A young student came to the dojo to learn karate-do from the Master. He applied himself and was progressing well, but seemed sullen, impatient, and a bit angry. One day he waited for the opportunity to speak to the Master.

“Master, how long is it going to take for me to learn this?”

The Master replied, “This lifetime and significant portions of the next.”

We enjoy being finished with things. We like to cross them off our to-do list and move on. In addition to having short attention spans, we also tend to have short action spans: We act and move on, act and move on. We enjoy the sense of accomplishment and the rhythm of small victories. We demand that our measures and metrics show progress and completion.

While completed to-do lists and improving metrics are good things, not everything can or should be treated as a project. According to the Project Management Institute (PMI), “a project is ‘a temporary endeavor undertaken to create a unique project service or result.’ Projects are temporary and close down on the completion of the work they were chartered to deliver.”

BCG says, “only 30% of transformations succeed in achieving their objectives.” If your organization is approaching Digital Transformation as a project, you are likely dooming yourself to failure. Transformation requires far more than standing up a team, listing requirements, and producing status reports. It requires fundamental changes to the way things have been done and are being done. It requires honest self-examination and self-assessment, goal-setting that looks in new directions, and often a scary amount of risk.

One frequent error organizations make is to start with technology. While keeping software and systems current and capable is good for many reasons, replacing legacy thinking is far more powerful and transformative than replacing legacy systems. Quoting BCG again:

The technology is important, but the people dimension (organization, operating model, processes, and culture) is usually the determining factor. Organizational inertia from deeply rooted behaviors is a big impediment.

This aggravates many in management because they subscribe completely to the “If you can’t measure it, you can’t manage it” fallacy. That’s not what W. Edwards Deming wrote. He did write, “It is wrong to suppose that if you can’t measure it, you can’t manage it – a costly myth.” It is far more difficult to measure progress in changing “deeply rooted behaviors” than it is to log updates and changes in software and systems, and so we tend to opt for the easier alternatives.

Measurement is extremely important but it is not the answer to everything. Moreover, heavy dependence on metrics and measures often runs afoul of Goodhart’s Law: “In simple terms, when a measure becomes a target, it ceases to be a good measure.” As those of us who have made a living in the metrics-laden world of service and support know, targeting specific numbers will very likely get you those numbers, but at the expense of something else. Seeking shorter “handle” times on customer contacts often has negative effects on customer satisfaction; targeting first contact resolution (FCR) produces an increase in repeat contacts because marking a case as resolved has become more important than actually resolving the case. And so on.

What, then, are some elements of a true transformation?

  • Willingness to step away from currently held organizational beliefs and practices (“culture”)
  • Acceptance and governance of the levels of risk involved
  • Commitment of the board and executive team to be “all-in” on the transformation and willing to adjust course as frequently as necessary (be “agile”)
  • Honesty and self-awareness in the assessment of the organization’s current state
  • Understanding that technology is one of the enabling factors of transformation, but it is not transformation
  • Funding and budgeting that includes flexibility for experimentation
  • Understanding that transformation is not something that can be assigned to others
  • Increasing visibility and communication across the organization
  • Breaking down silos

The middle English writer Geoffrey Chaucer said, “Many a truth is said in jest.” There’s an old joke that asks how many psychiatrists it takes to change a light bulb. “Only one, but the light bulb has to want to be changed” says the punchline. We could update the joke and ask how many consultants it takes to accomplish a Digital Transformation. Again, the answer would be, “Only one, but the organization has to want to transform.”

Digital Transformation is strategic, not tactical. It is part of the long game, not the quarterly number crunch. Beginning a Digital Transformation journey is more akin to saying, “I want to become a good person” than it is to saying, “We need to beat the competition this year.” It is difficult to picture a day when we could slap our knees and say, “There! I’m a good person now. I’m done with that.” Once you embark on the journey, you must be committed to it. While you will see marked improvements along the way, the full result will only be clear much later on.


* _Task statement_: From the records below, return every line containing the word "SPORTS".

* _Exercise inputs_:
%%

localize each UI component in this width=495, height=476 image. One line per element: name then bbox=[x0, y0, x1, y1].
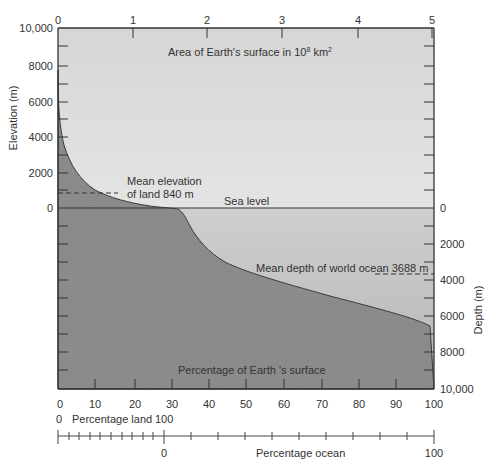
svg-text:90: 90 bbox=[390, 398, 402, 410]
pct-ocean-label: Percentage ocean bbox=[256, 447, 345, 459]
top-axis-tick-labels: 0 1 2 3 4 5 bbox=[55, 14, 435, 26]
svg-text:60: 60 bbox=[278, 398, 290, 410]
svg-text:100: 100 bbox=[425, 398, 443, 410]
svg-text:20: 20 bbox=[129, 398, 141, 410]
svg-text:10,000: 10,000 bbox=[440, 383, 474, 395]
svg-text:50: 50 bbox=[240, 398, 252, 410]
svg-text:0: 0 bbox=[57, 398, 63, 410]
pct-land-start: 0 bbox=[56, 413, 62, 425]
svg-text:30: 30 bbox=[166, 398, 178, 410]
pct-land-label: Percentage land bbox=[72, 413, 152, 425]
svg-text:70: 70 bbox=[316, 398, 328, 410]
bottom-axis-tick-labels: 0 10 20 30 40 50 60 70 80 90 100 bbox=[57, 398, 443, 410]
hypsographic-chart: 0 1 2 3 4 5 10,000 8000 6000 4000 2000 0… bbox=[0, 0, 495, 476]
svg-text:8000: 8000 bbox=[29, 60, 53, 72]
svg-text:2: 2 bbox=[204, 14, 210, 26]
mean-land-label-line2: of land 840 m bbox=[127, 188, 194, 200]
pct-ocean-start: 0 bbox=[161, 447, 167, 459]
sea-level-label: Sea level bbox=[224, 195, 269, 207]
right-axis-tick-labels: 0 2000 4000 6000 8000 10,000 bbox=[440, 202, 474, 395]
mean-land-label-line1: Mean elevation bbox=[127, 175, 202, 187]
mean-ocean-label: Mean depth of world ocean 3688 m bbox=[256, 262, 428, 274]
pct-land-end: 100 bbox=[155, 413, 173, 425]
svg-text:0: 0 bbox=[47, 202, 53, 214]
svg-text:4000: 4000 bbox=[440, 274, 464, 286]
svg-text:10: 10 bbox=[89, 398, 101, 410]
percentage-ocean-ticks bbox=[191, 430, 434, 444]
svg-text:6000: 6000 bbox=[29, 96, 53, 108]
svg-text:1: 1 bbox=[130, 14, 136, 26]
svg-text:40: 40 bbox=[203, 398, 215, 410]
depth-axis-label: Depth (m) bbox=[472, 286, 484, 335]
bottom-axis-title: Percentage of Earth 's surface bbox=[178, 364, 326, 376]
svg-text:0: 0 bbox=[55, 14, 61, 26]
svg-text:8000: 8000 bbox=[440, 346, 464, 358]
svg-text:3: 3 bbox=[279, 14, 285, 26]
svg-text:0: 0 bbox=[440, 202, 446, 214]
svg-text:2000: 2000 bbox=[29, 167, 53, 179]
svg-text:2000: 2000 bbox=[440, 238, 464, 250]
percentage-land-ticks bbox=[58, 430, 164, 444]
left-axis-tick-labels: 10,000 8000 6000 4000 2000 0 bbox=[19, 22, 53, 214]
pct-ocean-end: 100 bbox=[425, 447, 443, 459]
svg-text:80: 80 bbox=[353, 398, 365, 410]
svg-text:4000: 4000 bbox=[29, 131, 53, 143]
svg-text:5: 5 bbox=[429, 14, 435, 26]
svg-text:10,000: 10,000 bbox=[19, 22, 53, 34]
svg-text:4: 4 bbox=[355, 14, 361, 26]
elevation-axis-label: Elevation (m) bbox=[7, 86, 19, 151]
svg-text:6000: 6000 bbox=[440, 310, 464, 322]
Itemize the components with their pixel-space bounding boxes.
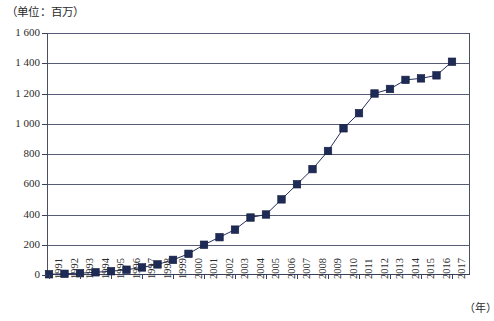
- x-axis-tick-mark: [49, 275, 50, 279]
- y-axis-tick-mark: [42, 154, 47, 155]
- data-point-marker: [433, 72, 441, 80]
- data-point-marker: [324, 147, 332, 155]
- x-axis-tick-label: 2010: [348, 258, 359, 279]
- x-axis-tick-label: 1999: [177, 258, 188, 279]
- data-series: [47, 33, 470, 275]
- x-axis-tick-label: 2006: [286, 258, 297, 279]
- x-axis-tick-label: 1994: [100, 258, 111, 279]
- x-axis-tick-label: 2012: [379, 258, 390, 279]
- y-axis-tick-label: 1 000: [15, 117, 40, 129]
- x-axis-tick-label: 2015: [425, 258, 436, 279]
- x-axis-tick-mark: [328, 275, 329, 279]
- x-axis-tick-label: 2017: [456, 258, 467, 279]
- y-axis-tick-mark: [42, 94, 47, 95]
- data-point-marker: [293, 181, 301, 189]
- y-axis-tick-label: 1 600: [15, 26, 40, 38]
- y-axis-tick-mark: [42, 275, 47, 276]
- x-axis-tick-mark: [204, 275, 205, 279]
- x-axis-tick-label: 2004: [255, 258, 266, 279]
- x-axis-tick-mark: [421, 275, 422, 279]
- x-axis-unit-label: （年）: [464, 299, 494, 315]
- x-axis-tick-label: 2013: [394, 258, 405, 279]
- series-line: [49, 62, 452, 275]
- y-axis-tick-label: 400: [24, 208, 41, 220]
- data-point-marker: [309, 165, 317, 173]
- data-point-marker: [402, 76, 410, 84]
- data-point-marker: [262, 211, 270, 219]
- x-axis-tick-label: 2014: [410, 258, 421, 279]
- y-axis-tick-label: 800: [24, 147, 41, 159]
- x-axis-tick-mark: [390, 275, 391, 279]
- x-axis-tick-label: 2008: [317, 258, 328, 279]
- chart-unit-caption: （单位：百万）: [6, 3, 84, 19]
- data-point-marker: [386, 85, 394, 93]
- y-axis-tick-mark: [42, 63, 47, 64]
- data-point-marker: [247, 214, 255, 222]
- y-axis-tick-label: 1 400: [15, 56, 40, 68]
- x-axis-tick-mark: [142, 275, 143, 279]
- x-axis-tick-mark: [359, 275, 360, 279]
- data-point-marker: [278, 196, 286, 204]
- x-axis-tick-label: 1993: [84, 258, 95, 279]
- y-axis-tick-mark: [42, 33, 47, 34]
- data-point-marker: [216, 233, 224, 241]
- x-axis-tick-label: 1992: [69, 258, 80, 279]
- x-axis-tick-label: 2001: [208, 258, 219, 279]
- x-axis-tick-label: 1996: [131, 258, 142, 279]
- x-axis-tick-mark: [111, 275, 112, 279]
- y-axis-tick-label: 0: [35, 268, 41, 280]
- y-axis-tick-label: 1 200: [15, 87, 40, 99]
- data-point-marker: [231, 226, 239, 234]
- x-axis-tick-label: 2000: [193, 258, 204, 279]
- data-point-marker: [371, 90, 379, 98]
- x-axis-tick-label: 1997: [146, 258, 157, 279]
- y-axis-tick-mark: [42, 124, 47, 125]
- y-axis-tick-mark: [42, 245, 47, 246]
- x-axis-tick-label: 2007: [301, 258, 312, 279]
- data-point-marker: [340, 125, 348, 133]
- x-axis-tick-label: 2009: [332, 258, 343, 279]
- x-axis-tick-label: 1998: [162, 258, 173, 279]
- x-axis-tick-mark: [452, 275, 453, 279]
- y-axis-tick-mark: [42, 215, 47, 216]
- y-axis-tick-mark: [42, 184, 47, 185]
- x-axis-tick-label: 2011: [363, 258, 374, 279]
- data-point-marker: [200, 241, 208, 249]
- x-axis-tick-label: 1995: [115, 258, 126, 279]
- x-axis-tick-mark: [266, 275, 267, 279]
- x-axis-tick-label: 2003: [239, 258, 250, 279]
- x-axis-tick-mark: [173, 275, 174, 279]
- data-point-marker: [355, 109, 363, 117]
- data-point-marker: [185, 250, 193, 258]
- x-axis-tick-label: 1991: [53, 258, 64, 279]
- x-axis-tick-mark: [80, 275, 81, 279]
- x-axis-tick-mark: [235, 275, 236, 279]
- x-axis-tick-label: 2002: [224, 258, 235, 279]
- x-axis-tick-label: 2016: [441, 258, 452, 279]
- y-axis-tick-label: 600: [24, 177, 41, 189]
- plot-area: [47, 33, 470, 275]
- data-point-marker: [417, 75, 425, 83]
- data-point-marker: [448, 58, 456, 66]
- y-axis-tick-label: 200: [24, 238, 41, 250]
- x-axis-tick-label: 2005: [270, 258, 281, 279]
- x-axis-tick-mark: [297, 275, 298, 279]
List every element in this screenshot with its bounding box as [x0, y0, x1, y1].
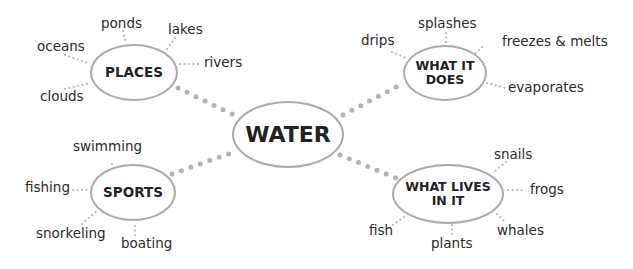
- leaf-fish: fish: [369, 224, 393, 238]
- branch-node-sports[interactable]: SPORTS: [90, 164, 176, 221]
- leaf-whales: whales: [497, 224, 544, 238]
- branch-node-what-it-does[interactable]: WHAT IT DOES: [403, 45, 487, 101]
- branch-label-what-lives-in-it: WHAT LIVES IN IT: [403, 180, 493, 209]
- leaf-snorkeling: snorkeling: [36, 227, 106, 241]
- branch-node-what-lives-in-it[interactable]: WHAT LIVES IN IT: [392, 164, 504, 224]
- branch-label-sports: SPORTS: [103, 185, 163, 201]
- leaf-freezes-melts: freezes & melts: [502, 35, 608, 49]
- leaf-drips: drips: [361, 34, 394, 48]
- leaf-clouds: clouds: [40, 90, 84, 104]
- branch-label-what-it-does: WHAT IT DOES: [410, 59, 480, 88]
- leaf-frogs: frogs: [530, 183, 564, 197]
- leaf-swimming: swimming: [73, 140, 142, 154]
- center-node-water[interactable]: WATER: [232, 101, 344, 168]
- leaf-splashes: splashes: [418, 17, 477, 31]
- leaf-ponds: ponds: [101, 17, 142, 31]
- branch-node-places[interactable]: PLACES: [90, 44, 178, 101]
- water-mind-map: WATER PLACES ponds lakes oceans rivers c…: [0, 0, 633, 269]
- branch-label-places: PLACES: [105, 65, 163, 81]
- leaf-oceans: oceans: [37, 40, 85, 54]
- leaf-lakes: lakes: [168, 23, 203, 37]
- leaf-rivers: rivers: [204, 56, 242, 70]
- leaf-plants: plants: [431, 237, 472, 251]
- center-label: WATER: [245, 122, 331, 147]
- leaf-boating: boating: [121, 237, 172, 251]
- leaf-fishing: fishing: [25, 181, 70, 195]
- leaf-snails: snails: [494, 148, 532, 162]
- leaf-evaporates: evaporates: [508, 81, 584, 95]
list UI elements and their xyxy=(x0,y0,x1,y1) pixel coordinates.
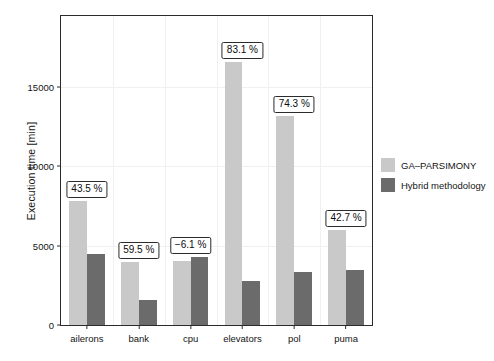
y-axis-tick: 0 xyxy=(49,320,61,331)
x-axis-tick-label: puma xyxy=(334,333,358,344)
x-axis-tick-mark xyxy=(294,325,295,329)
x-axis-tick-label: bank xyxy=(128,333,149,344)
bar-elevators-ga-parsimony xyxy=(225,62,243,325)
x-axis-tick-mark xyxy=(242,325,243,329)
legend-label: Hybrid methodology xyxy=(401,180,486,191)
y-axis-tick-mark xyxy=(57,86,61,87)
chart-legend: GA–PARSIMONYHybrid methodology xyxy=(381,158,486,192)
x-axis-tick-label: elevators xyxy=(223,333,262,344)
x-axis-tick-elevators: elevators xyxy=(223,325,262,344)
legend-swatch xyxy=(381,178,395,192)
x-axis-tick-mark xyxy=(138,325,139,329)
percent-annotation-cpu: −6.1 % xyxy=(170,237,211,254)
x-axis-tick-mark xyxy=(86,325,87,329)
y-axis-tick-label: 15000 xyxy=(28,81,57,92)
y-axis-tick: 15000 xyxy=(28,81,61,92)
percent-annotation-puma: 42.7 % xyxy=(326,210,367,227)
bar-bank-hybrid-methodology xyxy=(139,300,157,325)
bar-chart-figure: Execution time [min] 050001000015000aile… xyxy=(0,0,494,361)
gridline-vertical xyxy=(320,16,321,325)
y-axis-tick-label: 5000 xyxy=(33,240,57,251)
bar-pol-hybrid-methodology xyxy=(294,272,312,325)
bar-puma-hybrid-methodology xyxy=(346,270,364,325)
bar-bank-ga-parsimony xyxy=(121,262,139,325)
bar-ailerons-ga-parsimony xyxy=(69,201,87,325)
gridline-vertical xyxy=(165,16,166,325)
legend-entry-ga-parsimony: GA–PARSIMONY xyxy=(381,158,486,172)
bar-cpu-hybrid-methodology xyxy=(191,257,209,325)
bar-elevators-hybrid-methodology xyxy=(242,281,260,325)
x-axis-tick-cpu: cpu xyxy=(183,325,198,344)
y-axis-tick-label: 0 xyxy=(49,320,57,331)
y-axis-tick-label: 10000 xyxy=(28,161,57,172)
y-axis-tick: 10000 xyxy=(28,161,61,172)
bar-cpu-ga-parsimony xyxy=(173,261,191,325)
x-axis-tick-puma: puma xyxy=(334,325,358,344)
bar-pol-ga-parsimony xyxy=(276,116,294,325)
percent-annotation-bank: 59.5 % xyxy=(118,242,159,259)
plot-area: 050001000015000ailerons43.5 %bank59.5 %c… xyxy=(60,15,373,326)
legend-label: GA–PARSIMONY xyxy=(401,160,476,171)
bar-ailerons-hybrid-methodology xyxy=(87,254,105,325)
y-axis-tick-mark xyxy=(57,166,61,167)
x-axis-tick-bank: bank xyxy=(128,325,149,344)
x-axis-tick-label: ailerons xyxy=(70,333,103,344)
gridline-vertical xyxy=(268,16,269,325)
legend-swatch xyxy=(381,158,395,172)
plot-inner: 050001000015000ailerons43.5 %bank59.5 %c… xyxy=(61,16,372,325)
x-axis-tick-mark xyxy=(190,325,191,329)
x-axis-tick-label: cpu xyxy=(183,333,198,344)
bar-puma-ga-parsimony xyxy=(328,230,346,325)
y-axis-tick: 5000 xyxy=(33,240,61,251)
y-axis-tick-mark xyxy=(57,325,61,326)
percent-annotation-ailerons: 43.5 % xyxy=(66,181,107,198)
percent-annotation-pol: 74.3 % xyxy=(274,96,315,113)
gridline-vertical xyxy=(113,16,114,325)
legend-entry-hybrid-methodology: Hybrid methodology xyxy=(381,178,486,192)
x-axis-tick-label: pol xyxy=(288,333,301,344)
x-axis-tick-mark xyxy=(346,325,347,329)
x-axis-tick-ailerons: ailerons xyxy=(70,325,103,344)
gridline-vertical xyxy=(217,16,218,325)
x-axis-tick-pol: pol xyxy=(288,325,301,344)
y-axis-tick-mark xyxy=(57,245,61,246)
percent-annotation-elevators: 83.1 % xyxy=(222,42,263,59)
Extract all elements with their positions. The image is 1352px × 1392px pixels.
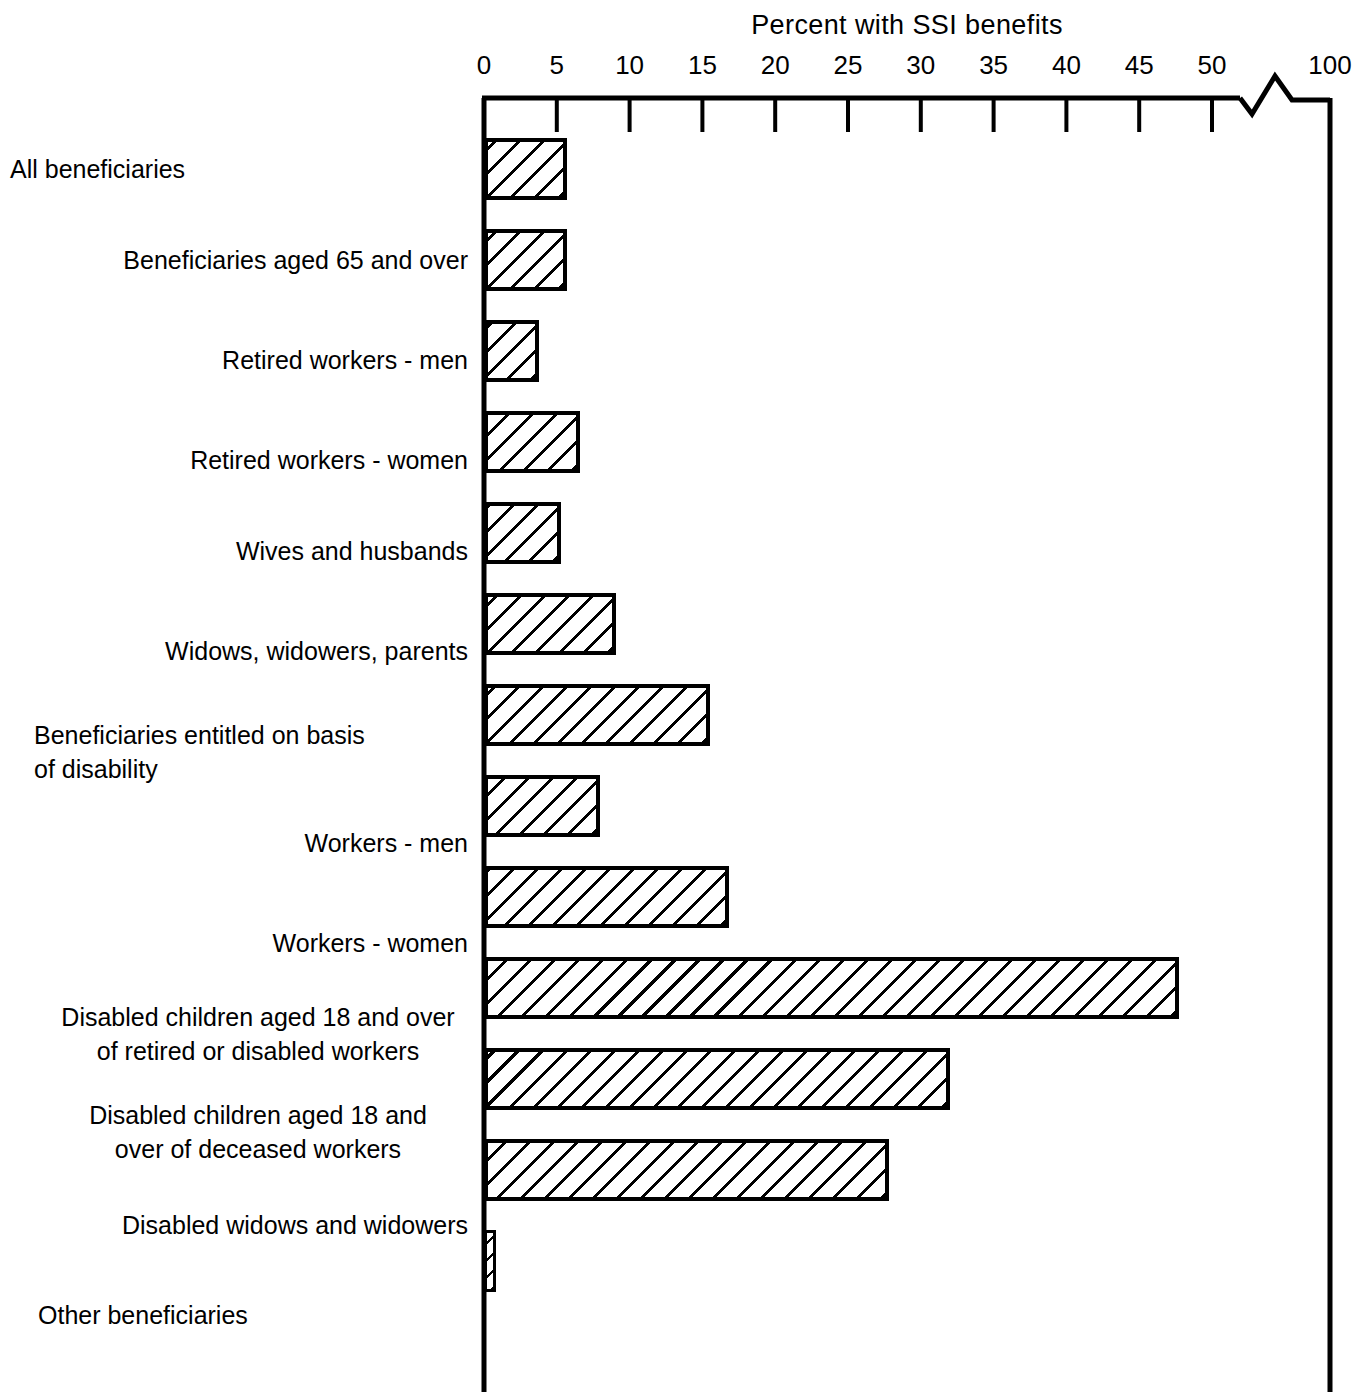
chart-title: Percent with SSI benefits (484, 10, 1330, 41)
bar (484, 320, 539, 382)
category-label: Other beneficiaries (38, 1298, 438, 1332)
x-axis-tick-5: 5 (550, 50, 564, 81)
category-label: Retired workers - men (146, 343, 468, 377)
x-axis-tick-15: 15 (688, 50, 717, 81)
bar (484, 775, 600, 837)
bar (484, 1048, 950, 1110)
x-axis-tick-100: 100 (1308, 50, 1351, 81)
category-label: Disabled widows and widowers (51, 1208, 468, 1242)
category-label: All beneficiaries (10, 152, 460, 186)
bar (484, 1139, 889, 1201)
bar (484, 138, 567, 200)
bar (484, 502, 561, 564)
x-axis-tick-45: 45 (1125, 50, 1154, 81)
bar (484, 684, 710, 746)
bar (484, 1230, 496, 1292)
x-axis-tick-50: 50 (1198, 50, 1227, 81)
category-label: Wives and husbands (158, 534, 468, 568)
x-axis-tick-10: 10 (615, 50, 644, 81)
x-axis-tick-30: 30 (906, 50, 935, 81)
category-label: Beneficiaries aged 65 and over (75, 243, 468, 277)
bar (484, 411, 580, 473)
category-label: Beneficiaries entitled on basis of disab… (34, 718, 454, 786)
category-label: Widows, widowers, parents (88, 634, 468, 668)
category-label: Workers - women (203, 926, 468, 960)
bar (484, 229, 567, 291)
bar (484, 593, 616, 655)
x-axis-tick-40: 40 (1052, 50, 1081, 81)
x-axis-tick-25: 25 (834, 50, 863, 81)
category-label: Disabled children aged 18 and over of de… (48, 1098, 468, 1166)
category-label: Retired workers - women (117, 443, 468, 477)
x-axis-tick-20: 20 (761, 50, 790, 81)
x-axis-tick-0: 0 (477, 50, 491, 81)
category-label: Workers - men (228, 826, 468, 860)
bar (484, 866, 729, 928)
bar (484, 957, 1179, 1019)
category-label: Disabled children aged 18 and over of re… (48, 1000, 468, 1068)
x-axis-tick-35: 35 (979, 50, 1008, 81)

%%

* _Reply_:
- branch-node-sports[interactable]: SPORTS: [90, 164, 176, 221]
- branch-label-sports: SPORTS: [103, 185, 163, 201]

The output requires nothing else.